Another joint venture, this time with Aeroklas of Thailand, will see local manufacturing of truck bed liners start later this year – a product he says the Indian market is not yet aware of despite its prevalence in Europe, America and South-East Asia.

“We’re currently around 1,000 crore, and we want the business to reach 2,500 crore in the next few years,” he says. “To achieve that, we will not deviate from our core technologies of rubber and plastic.”

“We’re currently around 1,000 crore, and we want the business to reach 2,500 crore in the next few years.”

This strategic plan on how to take ALP forward, “in terms of cost-effectiveness and expansion”, is now his primary role as Chairman. “Operations are mostly handled by the managing directors,” Iqbal explains.

Back in 2011, something told Iqbal that he also needed to invest in land. Near the Gurgaon Rajasthan border, a suitable plot of 12 hectares was found and the ALP Polymer Park established – an industrial park for players in the polymer industry to call home. “The first thing we did was set up our own power distribution centre so everyone can work 24/7,” he says. “There are no cut-offs, so no headaches.”

It’s a small-scale version of the private industrial parks that exist in China – with one notable exception. “There, the government gives them all the facilities they need, such as power and water, and the industries are very successful,” he says. “But in India, this kind of support is totally missing.”

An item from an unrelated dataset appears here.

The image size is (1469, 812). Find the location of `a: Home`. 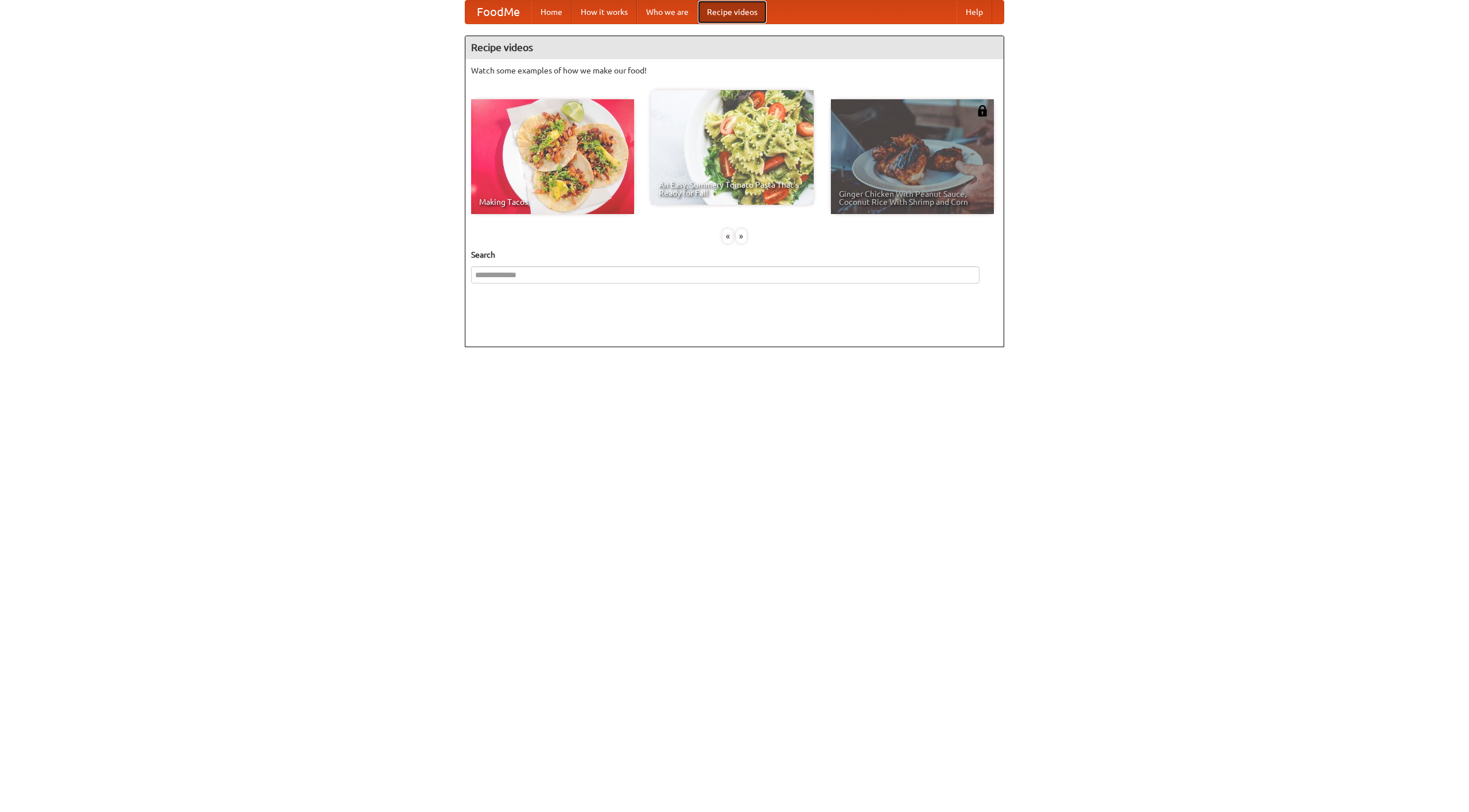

Government assistance – such as the 15 lakh in Seed Capital Assistance received from the state-owned Industrial Development Bank of India – helped Iqbal get his business off the ground.

Yet three decades on, he feels there’s more that it could be doing to help his sector grow. “If you want to ask private entrepreneurs for investment, there has to be an incentive for them to take the risk. The government needs to immediately take this into consideration, and we need some very focused goals in terms of how it wants to promote our industry.”